Blaine returned the salute before straightening up. “You heard the warden. Let’s get aloft.”

Juni relayed the information to Honovi via radio. Blaine crossed the decking to return to his husband, theKatabaticswaying as the engines changed pitch to gain altitude, away from the remnants of the dead.

Six

BLAINE

The town they eventually docked in was called Veran, a plains settlement that had never grown large enough to be called a city, and its citizens preferred it that way.

Veran’s foundations were old enough that its innermost city wall was made of a smooth stone that reminded Blaine of the kind found in the catacombs beneath Amari. Its presence spoke of numerous generations who had called this town home throughout the Ages. There was history here and secrets as well. The birthplace of a family of spymasters would hold nothing less.

Veran was where the surrounding province’s governing heart was located, its people taking pride in the town’s history. The Auclair bloodline’s ancestral estate stood behind its own set of walls in the center neighborhood of the town, well-known and well guarded. The convoy of motor carriages that had driven through the city from the airfield after the revenant attack hadn’t split up, making a straight shot toward their destination, much to Blaine’s displeasure.

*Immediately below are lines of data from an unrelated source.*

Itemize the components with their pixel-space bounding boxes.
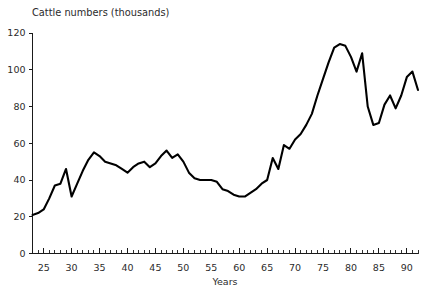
y-tick-label: 120: [7, 27, 25, 38]
cattle-numbers-series-line: [33, 44, 419, 215]
y-tick-label: 20: [13, 211, 25, 222]
x-tick-label: 75: [317, 262, 329, 273]
x-tick-label: 40: [121, 262, 133, 273]
chart-page: Cattle numbers (thousands) 0204060801001…: [0, 0, 428, 296]
x-tick-label: 35: [93, 262, 105, 273]
x-tick-label: 80: [345, 262, 357, 273]
x-axis-title: Years: [211, 276, 237, 287]
x-tick-label: 55: [205, 262, 217, 273]
y-tick-label: 40: [13, 174, 25, 185]
y-tick-label: 80: [13, 101, 25, 112]
y-axis-ticks: 020406080100120: [7, 27, 32, 259]
y-tick-label: 100: [7, 64, 25, 75]
page-title: Cattle numbers (thousands): [32, 7, 169, 18]
x-tick-label: 90: [401, 262, 413, 273]
x-tick-label: 65: [261, 262, 273, 273]
x-tick-label: 30: [66, 262, 78, 273]
y-tick-label: 60: [13, 138, 25, 149]
cattle-numbers-line-chart: Cattle numbers (thousands) 0204060801001…: [0, 0, 428, 296]
x-tick-label: 85: [373, 262, 385, 273]
y-tick-label: 0: [19, 248, 25, 259]
x-tick-label: 45: [149, 262, 161, 273]
x-tick-label: 50: [177, 262, 189, 273]
x-axis-minor-ticks: [33, 250, 419, 254]
x-tick-label: 60: [233, 262, 245, 273]
x-tick-label: 25: [38, 262, 50, 273]
x-tick-label: 70: [289, 262, 301, 273]
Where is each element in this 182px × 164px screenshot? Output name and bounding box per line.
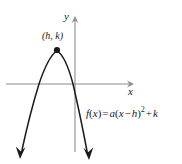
equation-equals: = [101, 107, 109, 119]
equation-minus: − [124, 107, 132, 119]
parabola-figure: y x (h, k) f(x)=a(x−h)2+k [0, 0, 182, 164]
parabola-curve [22, 51, 87, 152]
parabola-left-arrowhead [16, 147, 26, 160]
x-axis-label: x [128, 86, 133, 97]
parabola-right-arrowhead [84, 147, 94, 160]
y-axis-label: y [64, 11, 69, 22]
equation-k: k [153, 107, 158, 119]
graph-canvas [0, 0, 182, 164]
vertex-point [54, 47, 60, 53]
equation-x2: x [119, 107, 124, 119]
vertex-coordinate-label: (h, k) [42, 31, 63, 41]
function-equation-label: f(x)=a(x−h)2+k [86, 106, 158, 119]
equation-plus: + [145, 107, 153, 119]
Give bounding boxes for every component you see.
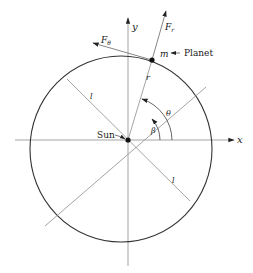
x-axis-label: x [237, 134, 243, 145]
planet-label: Planet [184, 48, 213, 58]
radial-force-label: Fr [164, 22, 175, 33]
semi-latus-label-lower: l [172, 176, 175, 185]
orbit-ellipse [30, 56, 212, 242]
radius-label: r [146, 73, 151, 82]
y-axis-label: y [131, 21, 138, 32]
beta-label: β [150, 126, 156, 135]
tangential-force-label: Fθ [100, 35, 111, 46]
sun-label: Sun [97, 130, 115, 140]
theta-arc [142, 99, 172, 140]
periapsis-direction-line [45, 87, 206, 226]
orbit-diagram: x y Fr Fθ m Planet Sun r θ β l l [0, 0, 253, 273]
radius-line [128, 60, 152, 140]
mass-label: m [160, 49, 169, 59]
semi-latus-label-upper: l [90, 92, 93, 101]
tangential-force-vector [93, 43, 152, 60]
theta-label: θ [166, 109, 171, 118]
sun-point [125, 137, 130, 142]
planet-point [149, 57, 154, 62]
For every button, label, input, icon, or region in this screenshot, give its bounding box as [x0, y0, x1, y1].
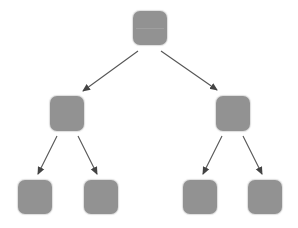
tree-node-mid-left	[50, 96, 84, 131]
tree-node-leaf-2	[84, 180, 118, 214]
tree-node-leaf-4	[248, 180, 282, 214]
tree-node-leaf-3	[183, 180, 217, 214]
node-divider-line	[136, 28, 164, 29]
tree-node-mid-right	[216, 96, 250, 131]
tree-node-leaf-1	[18, 180, 52, 214]
edge-arrow-root-to-mid-left	[83, 51, 138, 91]
edge-arrow-mid-right-to-leaf-4	[243, 136, 262, 174]
edge-arrow-root-to-mid-right	[161, 51, 217, 90]
edge-arrow-mid-right-to-leaf-3	[203, 136, 222, 174]
edge-arrow-mid-left-to-leaf-2	[78, 136, 97, 174]
tree-diagram	[0, 0, 298, 228]
tree-node-root	[133, 11, 167, 45]
edge-arrow-mid-left-to-leaf-1	[38, 136, 57, 174]
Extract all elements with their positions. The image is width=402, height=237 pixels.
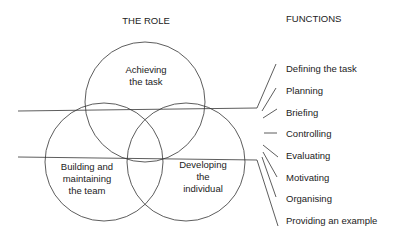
function-item: Briefing — [286, 107, 318, 119]
label-line: Achieving — [125, 64, 166, 76]
circle-label-individual: Developing the individual — [179, 159, 227, 195]
role-heading: THE ROLE — [122, 15, 170, 27]
function-item: Planning — [286, 85, 323, 97]
label-line: Building and — [61, 161, 113, 173]
label-line: the team — [61, 185, 113, 197]
function-item: Evaluating — [286, 150, 330, 162]
function-item: Defining the task — [286, 63, 357, 75]
circle-label-team: Building and maintaining the team — [61, 161, 113, 197]
circle-achieving-task — [85, 42, 205, 162]
function-item: Motivating — [286, 172, 329, 184]
function-item: Providing an example — [286, 215, 377, 227]
label-line: individual — [179, 183, 227, 195]
label-line: Developing — [179, 159, 227, 171]
venn-diagram-graphics — [0, 0, 402, 237]
circle-label-task: Achieving the task — [125, 64, 166, 88]
label-line: maintaining — [61, 173, 113, 185]
label-line: the task — [125, 76, 166, 88]
bracket-line-lower — [18, 157, 278, 226]
function-item: Controlling — [286, 128, 331, 140]
label-line: the — [179, 171, 227, 183]
function-item: Organising — [286, 193, 332, 205]
functions-heading: FUNCTIONS — [286, 13, 341, 25]
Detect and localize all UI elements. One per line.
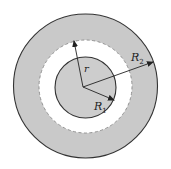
concentric-circles-diagram: r R2 R1	[0, 0, 171, 169]
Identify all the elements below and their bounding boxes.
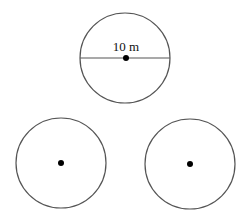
- center-dot: [187, 161, 193, 167]
- circle-bottom-left: [16, 118, 106, 208]
- diameter-label: 10 m: [113, 39, 139, 54]
- circle-bottom-right: [145, 119, 235, 209]
- circle-top: 10 m: [80, 13, 170, 103]
- circles-diagram: 10 m: [0, 0, 248, 221]
- center-dot: [58, 160, 64, 166]
- center-dot: [123, 55, 129, 61]
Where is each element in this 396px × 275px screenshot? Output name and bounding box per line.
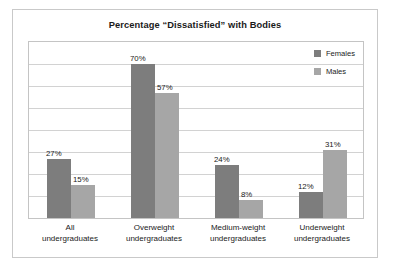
bar-females-0[interactable]: [47, 159, 71, 218]
category-label-line1: Medium-weight: [196, 223, 280, 234]
bar-value-label: 24%: [214, 155, 230, 164]
bar-value-label: 57%: [157, 83, 173, 92]
category-label-3: Underweightundergraduates: [280, 223, 364, 244]
chart-legend: FemalesMales: [314, 49, 355, 76]
bar-males-0[interactable]: [71, 185, 95, 218]
bar-males-3[interactable]: [323, 150, 347, 218]
category-label-line1: Overweight: [112, 223, 196, 234]
category-label-2: Medium-weightundergraduates: [196, 223, 280, 244]
bar-value-label: 70%: [130, 54, 146, 63]
bar-group: 24%8%: [215, 42, 263, 218]
legend-item-females[interactable]: Females: [314, 49, 355, 58]
legend-label: Males: [326, 67, 346, 76]
bar-males-2[interactable]: [239, 200, 263, 218]
chart-title: Percentage “Dissatisfied” with Bodies: [13, 20, 377, 30]
category-label-1: Overweightundergraduates: [112, 223, 196, 244]
legend-swatch-icon: [314, 68, 321, 75]
category-label-line2: undergraduates: [28, 234, 112, 245]
category-label-line2: undergraduates: [196, 234, 280, 245]
category-label-line1: All: [28, 223, 112, 234]
chart-figure-frame: Percentage “Dissatisfied” with Bodies 27…: [12, 9, 378, 258]
category-label-line1: Underweight: [280, 223, 364, 234]
legend-item-males[interactable]: Males: [314, 67, 355, 76]
category-label-0: Allundergraduates: [28, 223, 112, 244]
category-label-line2: undergraduates: [112, 234, 196, 245]
bar-females-3[interactable]: [299, 192, 323, 218]
bar-value-label: 8%: [241, 190, 252, 199]
bar-males-1[interactable]: [155, 93, 179, 218]
legend-label: Females: [326, 49, 355, 58]
legend-swatch-icon: [314, 50, 321, 57]
chart-category-axis: AllundergraduatesOverweightundergraduate…: [28, 223, 364, 255]
chart-plot-area: 27%15%70%57%24%8%12%31% FemalesMales: [28, 41, 364, 219]
bar-value-label: 12%: [298, 182, 314, 191]
bar-group: 70%57%: [131, 42, 179, 218]
bar-females-2[interactable]: [215, 165, 239, 218]
bar-value-label: 15%: [73, 175, 89, 184]
bar-females-1[interactable]: [131, 64, 155, 218]
category-label-line2: undergraduates: [280, 234, 364, 245]
bar-value-label: 27%: [46, 149, 62, 158]
bar-value-label: 31%: [325, 140, 341, 149]
bar-group: 27%15%: [47, 42, 95, 218]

“When an Auclair returns home, we don’t hide that fact,” Lore had told him tartly before ordering everyone about like the noble she was.

She hadn’t tried to impress her will on Honovi or the airship crew, though. Honovi had followed Blaine’s lead on the ground, and Blaine had followed Lore. Which found them driving past the iron gates and onto the estate grounds less than an hour later after they were allowed to dock in the airfield. From there, it had been a whirlwind of activity, with the estate’s servants waiting to attend their lady and her guests.

“How is the view?” Honovi asked from his spot on the plush armchair in the bedroom they were going to share. It was extravagantly decorated, with a mural of a hunt spanning the long wall. The wallpaper in the rest of the room was done up in amber and greens, the color reminiscent of the Northern Plains in late spring.